Edward Charles Stirling adds to extensive stellar contribution to South Australia as museum director (1885-1913)

The giant marsupial dipodotron (inset illustration by Peter Trusler), a megafauna ancestor of the wombat and koala, was excavated in far north South Australia by an expedition organised by Edward Charles Stirling in 1893. Casts of the skeleton, based on his work, remained the only articulated examples to be found in Australian and overseas museums, such as the one in the Galerie de Paléontologie et d'Anatomie compare (pictured) in Paris.
Main image courtesy Wikipedia
The South Australian museum became the major focus of the packed life of one of South Australia’s greatest renaissance men: Edward Charles Stirling.
Stirling was the museum director from 1884 to 1912 with other roles as consulting surgeon to Adelaide Hospital, Adelaide University’s first professor of physiology and, as a member of the South Australian House of Assembly, introducing the first bill in 1886 to give women the vote.
Born into his father’s pastoral wealth, Stirling was educated at St Peter’s College (winning the Westminster scholarship) and at Trinity College, Cambridge, where he received a bachelor of arts with honours in natural science (1869), master of arts (1873), bachelor of medicine (1874) and medical doctorate (1880). He became a fellow of the Royal College of Surgeons in 1874 while working and lecturing in London medicine.
Anthropology, palaentology, exploration and zoology were among Stirling’s interests that included horticulture, public health, education, advancing and access of culture and the arts, and social justice. Stirling took part in pioneering explorations in Iceland in 1870.
Returning permanently to South Australia in 1881, Stirling became honorary director of the South Australian Institute Museum from 1884 and appointed salaried director from 1895 to 1913. From 1914 until his death, he was its honorary curator of ethnology.
In 1893, Stirling travelled to Lake Callabonna in far north South Australia where a field party, organised by him, was excavating many remains of the giant marsupial Diprotodon. That year, he was made a fellow of the Royal Society, London.
Stirling was medical officer and anthropologist with the William Horn expedition that, in 1894, made a comprehensive survey of the country between Oodnadatta and the MacDonnell Ranges. He wrote the extensive anthropological section as part of the four volumes recording the expedition's discoveries.
Stirling’s work on the diprotodon culminated in a full description of its skeletal anatomy in the Memoirs of the Royal Society of South Australia in 1899, and the complete reconstruction of its skeleton in 1906. Casts of the skeleton remained the only articulated examples to be found in museums in Australia and abroad.
During the Australian expeditions and by establishing network of contacts throughout the country, Stirling gathered the largest collection of Aboriginal artefacts to be found anywhere in the world. He also travelled widely in North America, China, Japan and New Zealand.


AIM OF THE EXERCISE:
Report back every line in the data that includes the string "Artemis".
[SUPPLIED MATERIAL Boundary: Start]
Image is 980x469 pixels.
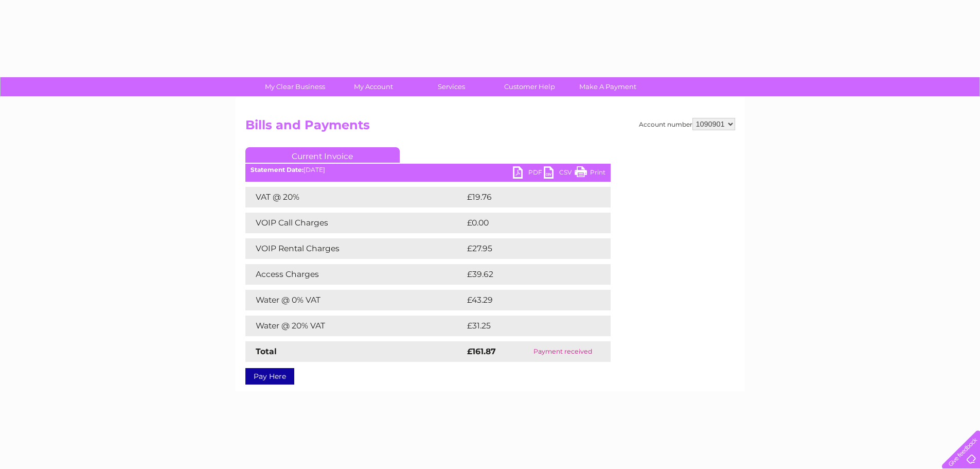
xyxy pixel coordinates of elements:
[245,368,294,384] a: Pay Here
[464,264,590,284] td: £39.62
[515,341,610,361] td: Payment received
[639,118,735,130] div: Account number
[245,289,464,310] td: Water @ 0% VAT
[245,315,464,336] td: Water @ 20% VAT
[245,166,610,173] div: [DATE]
[464,289,590,310] td: £43.29
[544,166,575,181] a: CSV
[245,238,464,259] td: VOIP Rental Charges
[245,147,400,162] a: Current Invoice
[565,77,650,96] a: Make A Payment
[464,186,589,208] td: £19.76
[256,346,277,356] strong: Total
[467,346,496,356] strong: £161.87
[245,212,464,234] td: VOIP Call Charges
[464,212,587,234] td: £0.00
[245,118,735,137] h2: Bills and Payments
[409,77,494,96] a: Services
[245,264,464,284] td: Access Charges
[253,77,337,96] a: My Clear Business
[464,238,590,259] td: £27.95
[513,166,544,181] a: PDF
[487,77,572,96] a: Customer Help
[331,77,416,96] a: My Account
[245,186,464,208] td: VAT @ 20%
[251,165,304,173] b: Statement Date:
[464,315,588,336] td: £31.25
[575,166,605,181] a: Print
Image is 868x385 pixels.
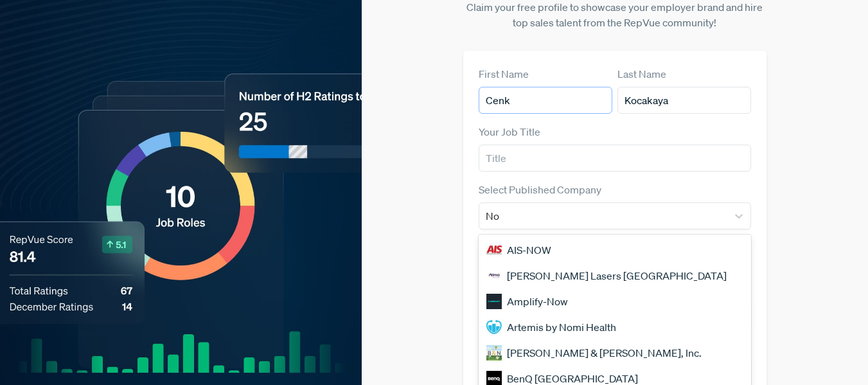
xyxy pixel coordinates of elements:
[487,294,502,309] img: Amplify-Now
[479,263,752,289] div: [PERSON_NAME] Lasers [GEOGRAPHIC_DATA]
[479,289,752,314] div: Amplify-Now
[617,66,667,81] label: Last Name
[479,237,752,263] div: AIS-NOW
[479,87,612,114] input: First Name
[479,182,602,197] label: Select Published Company
[479,124,540,139] label: Your Job Title
[487,346,502,361] img: Barnes & Noble, Inc.
[479,314,752,340] div: Artemis by Nomi Health
[487,242,502,258] img: AIS-NOW
[487,319,502,335] img: Artemis by Nomi Health
[617,87,752,114] input: Last Name
[479,66,529,81] label: First Name
[479,145,752,171] input: Title
[487,268,502,284] img: Alma Lasers North America
[479,340,752,366] div: [PERSON_NAME] & [PERSON_NAME], Inc.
[SUPPLIED MATERIAL Boundary: End]
EXERCISE RESPONSE:
[479,314,752,340] div: Artemis by Nomi Health
[487,319,502,335] img: Artemis by Nomi Health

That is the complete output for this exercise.